Saturday, March 12, 2005

"Bear with me a moment."

Greg said he missed England yesterday when he was on hold with Mellon Investor Services. He got an earful along the lines of "We know your time is valuable and that is why our customer service representatives are working carefully to serve each of our clients to the best of our ability. It is important to us to be thorough and give each customer the time they deserve." What a load! Hello? Why don't you just hire more OPERATORS? He reminisced about the more mater-of-fact "bear with me a moment" used in England before they would put you on hold for eternity.

People in America would never put up with "bear with me a moment." That would just rub Americans, who are used to comfort and convenience, the wrong way. But in the UK, "bear with me a moment" is like a call to duty. People take it as a challenge. "Bear with me a moment." Oh all right, I'm up for that, I can do it, you'll see. Bearing things graciously is kind of an obsession in England. Witness the birth and popularity there of many a reality-based television show. They thrill to see people who are under various kinds of emotional stress---celebrities, politicians, royalty, people who experience great luck or great tragedy---in order to see how they handle it. Those who hold it together and don't become emotional are treated with great respect. Those who lose it are dismissed as undisciplined, an embarrassment.

While we were there, David Kelly, a Senior British Civil Servant, an expert in Iraqi biological weapons, died under mysterious circumstances. There was an investigation to see if it was murder or suicide. Only a few weeks after his death, his wife testified in front of the investigation commission. She was unanimously praised in the press (see one example here) for being very dignified and not becoming emotional during her testimony. I personally felt that it would have been completely understandable if she had cried or broken down on the stand. Her husband had just died and she was asked to recollect their last moments together. She also had good reason to believe that the way his employers (the government) had treated him led him to take his life. If she had showed anger or hurt, that too would have been understandable in my opinion. But she didn't, and it that way won a small victory. Such scrutiny of people's emotional lives and their self-control becomes so fascinating. Even I, a novice at perceiving the subtleties of it, found it engrossing, though I'm sure I only perceived the tip of the iceberg.

And I am equally sure that I, with my American outbursts, was a source of great fascination (and embarrassment). I think I even stooped so low as to finally beg the operator, when asked to "bear with me a moment," "no, please, don't put me on hold again, I can't bear it, I won't." Such lack of character usually left the person on the other end of the phone speechless. I was doing my part, once again, to fuel the British wonder at the success of America, a country whose citizens are so undisciplined and so childish. I confess that I too often wonder at America's success. I know the British would never put up with that "we know your time is valuable" line. It's way too obvious for them.

1 comment:

Anonymous said...

The winter of 2000-2001 brought heavy rains and flooding in many parts of Britain. I will never forget the TV coverage one day. The reporter interviewed several people whose homes, in river valleys in the northeast, had been flooded. One by one, homeowners graciously granted an interviews from the upper floors of their sodden houses. Invariably, after describing how much they had lost, they would hasten to add something along the lines of, "but there's nothing for it but to move on and make the best of it."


• **TASK REQUIREMENTS**
Return all lines from the listing below in which the string "What" occurs.

• **STUDY MATERIAL**

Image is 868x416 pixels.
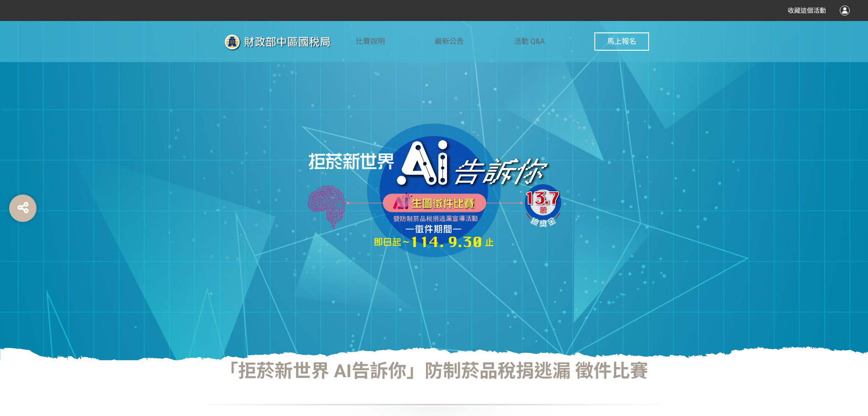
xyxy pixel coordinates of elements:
[356,37,385,46] span: 比賽說明
[435,21,464,62] a: 最新公告
[297,123,571,260] img: 「拒菸新世界 AI告訴你」防制菸品稅捐逃漏 徵件比賽
[219,31,356,53] img: 「拒菸新世界 AI告訴你」防制菸品稅捐逃漏 徵件比賽
[514,37,545,46] span: 活動 Q&A
[788,7,826,14] span: 收藏這個活動
[514,21,545,62] a: 活動 Q&A
[435,37,464,46] span: 最新公告
[356,21,385,62] a: 比賽說明
[607,37,636,46] span: 馬上報名
[594,33,649,51] button: 馬上報名
[206,360,662,382] h1: 「拒菸新世界 AI告訴你」防制菸品稅捐逃漏 徵件比賽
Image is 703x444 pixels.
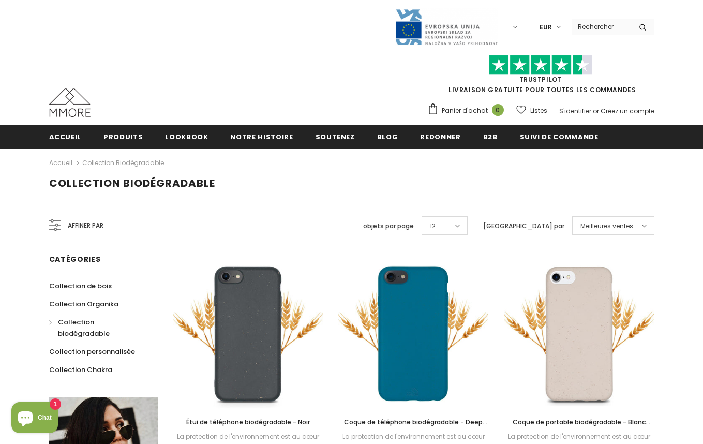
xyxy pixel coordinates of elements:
a: Panier d'achat 0 [428,103,509,119]
span: B2B [483,132,498,142]
a: Accueil [49,125,82,148]
span: Coque de portable biodégradable - Blanc naturel [513,418,651,438]
a: Collection biodégradable [82,158,164,167]
span: Notre histoire [230,132,293,142]
span: Collection Organika [49,299,119,309]
a: Javni Razpis [395,22,498,31]
a: Blog [377,125,399,148]
span: Redonner [420,132,461,142]
span: Lookbook [165,132,208,142]
a: Créez un compte [601,107,655,115]
a: B2B [483,125,498,148]
span: Panier d'achat [442,106,488,116]
a: Coque de portable biodégradable - Blanc naturel [504,417,654,428]
span: Suivi de commande [520,132,599,142]
a: Suivi de commande [520,125,599,148]
a: Produits [104,125,143,148]
span: Accueil [49,132,82,142]
a: Redonner [420,125,461,148]
img: Cas MMORE [49,88,91,117]
span: Catégories [49,254,101,265]
span: 12 [430,221,436,231]
a: Collection biodégradable [49,313,146,343]
span: or [593,107,599,115]
span: Affiner par [68,220,104,231]
span: Collection biodégradable [58,317,110,339]
span: Blog [377,132,399,142]
span: Produits [104,132,143,142]
a: Collection de bois [49,277,112,295]
a: Collection personnalisée [49,343,135,361]
span: Meilleures ventes [581,221,634,231]
label: [GEOGRAPHIC_DATA] par [483,221,565,231]
span: Étui de téléphone biodégradable - Noir [186,418,310,427]
inbox-online-store-chat: Shopify online store chat [8,402,61,436]
a: S'identifier [560,107,592,115]
label: objets par page [363,221,414,231]
a: Collection Organika [49,295,119,313]
a: Listes [517,101,548,120]
span: Listes [531,106,548,116]
a: TrustPilot [520,75,563,84]
a: Lookbook [165,125,208,148]
span: Coque de téléphone biodégradable - Deep Sea Blue [344,418,488,438]
a: Notre histoire [230,125,293,148]
span: Collection biodégradable [49,176,215,190]
a: Collection Chakra [49,361,112,379]
a: Étui de téléphone biodégradable - Noir [173,417,324,428]
span: Collection Chakra [49,365,112,375]
a: soutenez [316,125,355,148]
span: Collection de bois [49,281,112,291]
span: LIVRAISON GRATUITE POUR TOUTES LES COMMANDES [428,60,655,94]
input: Search Site [572,19,632,34]
a: Accueil [49,157,72,169]
img: Javni Razpis [395,8,498,46]
img: Faites confiance aux étoiles pilotes [489,55,593,75]
span: EUR [540,22,552,33]
a: Coque de téléphone biodégradable - Deep Sea Blue [339,417,489,428]
span: Collection personnalisée [49,347,135,357]
span: soutenez [316,132,355,142]
span: 0 [492,104,504,116]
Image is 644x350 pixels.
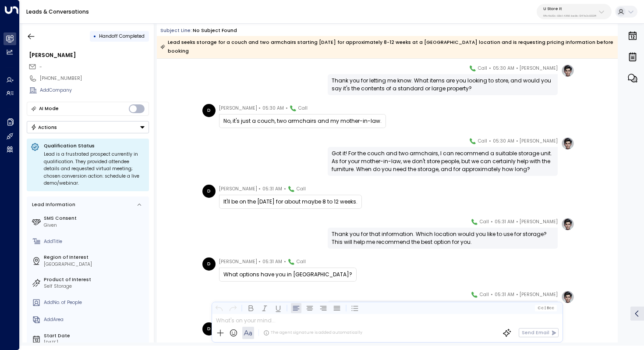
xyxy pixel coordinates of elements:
[30,124,57,130] div: Actions
[39,64,42,70] span: -
[561,218,574,231] img: profile-logo.png
[296,184,306,193] span: Call
[202,104,216,117] div: D
[561,137,574,150] img: profile-logo.png
[39,105,59,113] div: AI Mode
[258,184,261,193] span: •
[332,77,554,92] div: Thank you for letting me know. What items are you looking to store, and would you say it's the co...
[286,104,288,113] span: •
[538,306,554,310] span: Cc Bcc
[223,117,382,125] div: No, it's just a couch, two armchairs and my mother-in-law.
[516,218,518,226] span: •
[296,258,306,266] span: Call
[219,104,257,113] span: [PERSON_NAME]
[520,290,558,299] span: [PERSON_NAME]
[223,271,352,278] div: What options have you in [GEOGRAPHIC_DATA]?
[44,283,146,290] div: Self Storage
[202,322,216,335] div: D
[258,104,261,113] span: •
[161,38,614,56] div: Lead seeks storage for a couch and two armchairs starting [DATE] for approximately 8-12 weeks at ...
[284,258,286,266] span: •
[491,218,493,226] span: •
[29,51,149,59] div: [PERSON_NAME]
[258,258,261,266] span: •
[26,8,89,15] a: Leads & Conversations
[44,261,146,268] div: [GEOGRAPHIC_DATA]
[44,151,145,187] div: Lead is a frustrated prospect currently in qualification. They provided attendee details and requ...
[495,218,514,226] span: 05:31 AM
[44,222,146,229] div: Given
[544,306,545,310] span: |
[480,218,489,226] span: Call
[491,290,493,299] span: •
[227,302,238,313] button: Redo
[219,258,257,266] span: [PERSON_NAME]
[478,137,487,145] span: Call
[495,290,514,299] span: 05:31 AM
[219,184,257,193] span: [PERSON_NAME]
[44,254,146,261] label: Region of Interest
[262,184,282,193] span: 05:31 AM
[489,137,491,145] span: •
[520,64,558,73] span: [PERSON_NAME]
[478,64,487,73] span: Call
[44,299,146,306] div: AddNo. of People
[263,330,362,336] div: The agent signature is added automatically
[40,87,149,94] div: AddCompany
[202,258,216,271] div: D
[262,104,284,113] span: 05:30 AM
[30,201,75,208] div: Lead Information
[284,184,286,193] span: •
[27,121,149,133] div: Button group with a nested menu
[93,30,96,42] div: •
[44,332,146,339] label: Start Date
[480,290,489,299] span: Call
[520,137,558,145] span: [PERSON_NAME]
[99,33,144,39] span: Handoff Completed
[516,137,518,145] span: •
[493,137,514,145] span: 05:30 AM
[214,302,224,313] button: Undo
[298,104,308,113] span: Call
[561,290,574,303] img: profile-logo.png
[537,4,612,19] button: U Store It58c4b32c-92b1-4356-be9b-1247e2c02228
[202,184,216,198] div: D
[332,149,554,173] div: Got it! For the couch and two armchairs, I can recommend a suitable storage unit. As for your mot...
[161,27,192,34] span: Subject Line:
[44,143,145,149] p: Qualification Status
[544,14,596,18] p: 58c4b32c-92b1-4356-be9b-1247e2c02228
[44,316,146,323] div: AddArea
[223,198,357,206] div: It'll be on the [DATE] for about maybe 8 to 12 weeks.
[516,64,518,73] span: •
[544,6,596,11] p: U Store It
[44,238,146,245] div: AddTitle
[262,258,282,266] span: 05:31 AM
[44,276,146,283] label: Product of Interest
[520,218,558,226] span: [PERSON_NAME]
[332,230,554,246] div: Thank you for that information. Which location would you like to use for storage? This will help ...
[27,121,149,133] button: Actions
[44,339,146,346] div: [DATE]
[535,305,557,311] button: Cc|Bcc
[44,215,146,222] label: SMS Consent
[516,290,518,299] span: •
[40,75,149,82] div: [PHONE_NUMBER]
[489,64,491,73] span: •
[493,64,514,73] span: 05:30 AM
[561,64,574,77] img: profile-logo.png
[193,27,237,34] div: No subject found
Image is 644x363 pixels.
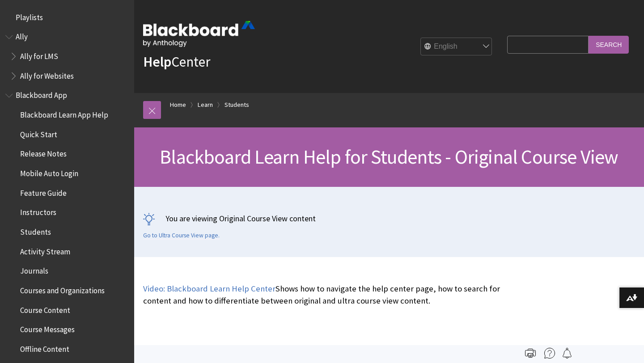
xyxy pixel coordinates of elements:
[20,224,51,236] span: Students
[20,49,58,61] span: Ally for LMS
[16,10,43,22] span: Playlists
[159,144,618,169] span: Blackboard Learn Help for Students - Original Course View
[20,107,108,119] span: Blackboard Learn App Help
[143,53,171,71] strong: Help
[16,88,67,100] span: Blackboard App
[20,166,78,178] span: Mobile Auto Login
[16,29,28,41] span: Ally
[588,36,629,53] input: Search
[20,244,70,256] span: Activity Stream
[20,302,70,314] span: Course Content
[224,99,249,111] a: Students
[20,185,67,197] span: Feature Guide
[20,342,69,354] span: Offline Content
[198,99,213,111] a: Learn
[20,283,105,295] span: Courses and Organizations
[20,263,48,276] span: Journals
[143,232,220,239] a: Go to Ultra Course View page.
[143,21,255,47] img: Blackboard by Anthology
[143,213,635,224] p: You are viewing Original Course View content
[562,348,573,358] img: Follow this page
[143,283,503,306] p: Shows how to navigate the help center page, how to search for content and how to differentiate be...
[5,10,129,25] nav: Book outline for Playlists
[525,348,536,358] img: Print
[143,283,275,294] a: Video: Blackboard Learn Help Center
[544,348,555,358] img: More help
[170,99,186,111] a: Home
[20,147,67,159] span: Release Notes
[20,205,56,217] span: Instructors
[20,322,74,334] span: Course Messages
[5,29,129,83] nav: Book outline for Anthology Ally Help
[20,127,57,139] span: Quick Start
[20,68,74,81] span: Ally for Websites
[421,38,492,56] select: Site Language Selector
[143,53,210,71] a: HelpCenter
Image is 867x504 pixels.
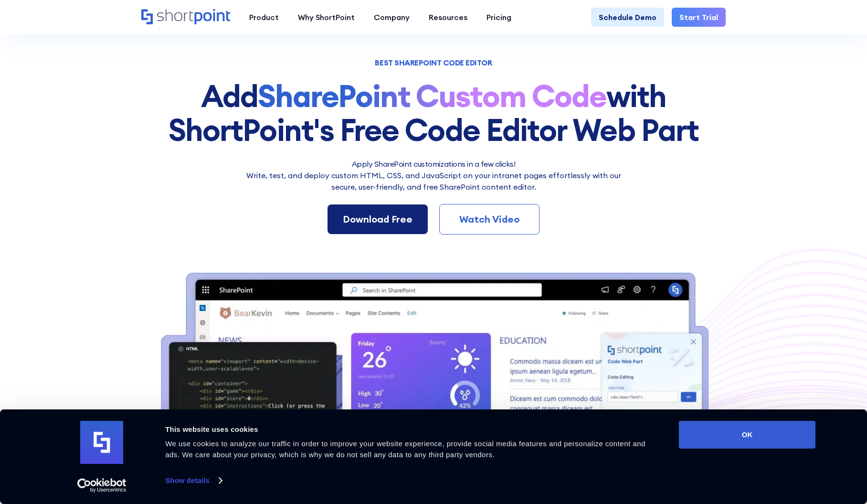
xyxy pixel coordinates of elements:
div: Product [249,11,279,23]
a: Product [240,8,289,27]
p: Write, test, and deploy custom HTML, CSS, and JavaScript on your intranet pages effortlessly wi﻿t... [240,170,627,193]
span: We use cookies to analyze our traffic in order to improve your website experience, provide social... [165,439,646,458]
a: Start Trial [672,8,726,27]
iframe: Chat Widget [695,393,867,504]
a: Schedule Demo [592,8,664,27]
a: Company [365,8,419,27]
div: Why ShortPoint [298,11,355,23]
a: Usercentrics Cookiebot - opens in a new window [60,478,144,492]
strong: SharePoint Custom Code [257,76,607,115]
a: Home [141,9,230,25]
a: Pricing [477,8,521,27]
div: Resources [429,11,467,23]
h1: BEST SHAREPOINT CODE EDITOR [141,59,726,66]
h2: Apply SharePoint customizations in a few clicks! [240,158,627,170]
div: This website uses cookies [165,424,658,435]
div: Company [374,11,410,23]
h1: Add with ShortPoint's Free Code Editor Web Part [141,80,726,147]
a: Resources [419,8,477,27]
a: Watch Video [439,204,540,235]
div: Download Free [343,212,413,226]
button: OK [679,421,815,449]
div: Pricing [487,11,511,23]
img: logo [80,421,123,464]
div: Watch Video [455,212,524,226]
a: Show details [165,473,222,488]
a: Download Free [328,205,428,234]
a: Why ShortPoint [289,8,365,27]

• **SOLVED EXERCISE**
[332,77,554,92] div: Thank you for letting me know. What items are you looking to store, and would you say it's the co...
[223,271,352,278] div: What options have you in [GEOGRAPHIC_DATA]?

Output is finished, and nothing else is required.